The Free Press Journal

If it’s seafood, it must be Pratap

Pratap Lunch Home in Fort is a pilgrimage for seafood lovers

- TAPAN JOSHI / tweet: @tapanjoshi­28

Atiny, blink-and-miss eatery tucked away in a narrow South Mumbai lane is no stranger to Mumbai’s foodies. Pratap Lunch Home appears just another dot on the Janmabhoom­i Lane in Fort, but the restaurant is a gastronomi­c colossus from the time the city was called Bombay.
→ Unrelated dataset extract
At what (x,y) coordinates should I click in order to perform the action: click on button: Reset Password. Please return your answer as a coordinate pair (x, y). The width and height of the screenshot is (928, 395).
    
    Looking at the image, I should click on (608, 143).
Pratap Lunch Home is now in its 61st year. It started as a humble quarter bar with a tiny AC section added later on. The restaurant underwent a complete overhaul sometime in the late 1990s to emerge as a ‘family restaurant’, which in Mumbai parlance is a place frequented by families, and where women patrons and children are comfortabl­e. The air-conditione­d restaurant is almost always full, even on weekdays, for lunch and dinner (on a weekend, be prepared to queue up outside if planning a dinner there). The interiors are a tribute to the great Mumbai/Goan cartoonist and painter Mario Miranda; the murals on the wall depicting daily life in a fishing gaonthan.

THE FOOD

The reason Pratap Lunch Home took off in a major way is not only because of the food quality, but also due to affordabil­ity. A giant crab, or a lobster, or indeed a large Pomfret at Pratap costs one-third of what they do in more-fancied Trishna or Mahesh Lunch Home a few hundred steps either side. Bombil (Bombay Duck) stuffed with prawns, crab, lobster, and jumbo prawns in butter garlic sauce or barbecued (tandoori) remain the best-sellers, along with traditiona­l Mangalorea­n dishes such as surmai and bangda pulimunchi (a spicy, thick gravy).

But it’s the old-world Bombay dishes that take me back to Pratap every time I’m in Fort. Surmai (Kingfish), tawa fried or deep fried, Pomfret gassi, neer dosa,

and steamed rice. The fish is fresh and crisp always; the gravies are tangy but not sour; the neer dosas are light and fluffy. And alcohol continues to be served in a ‘quarter’.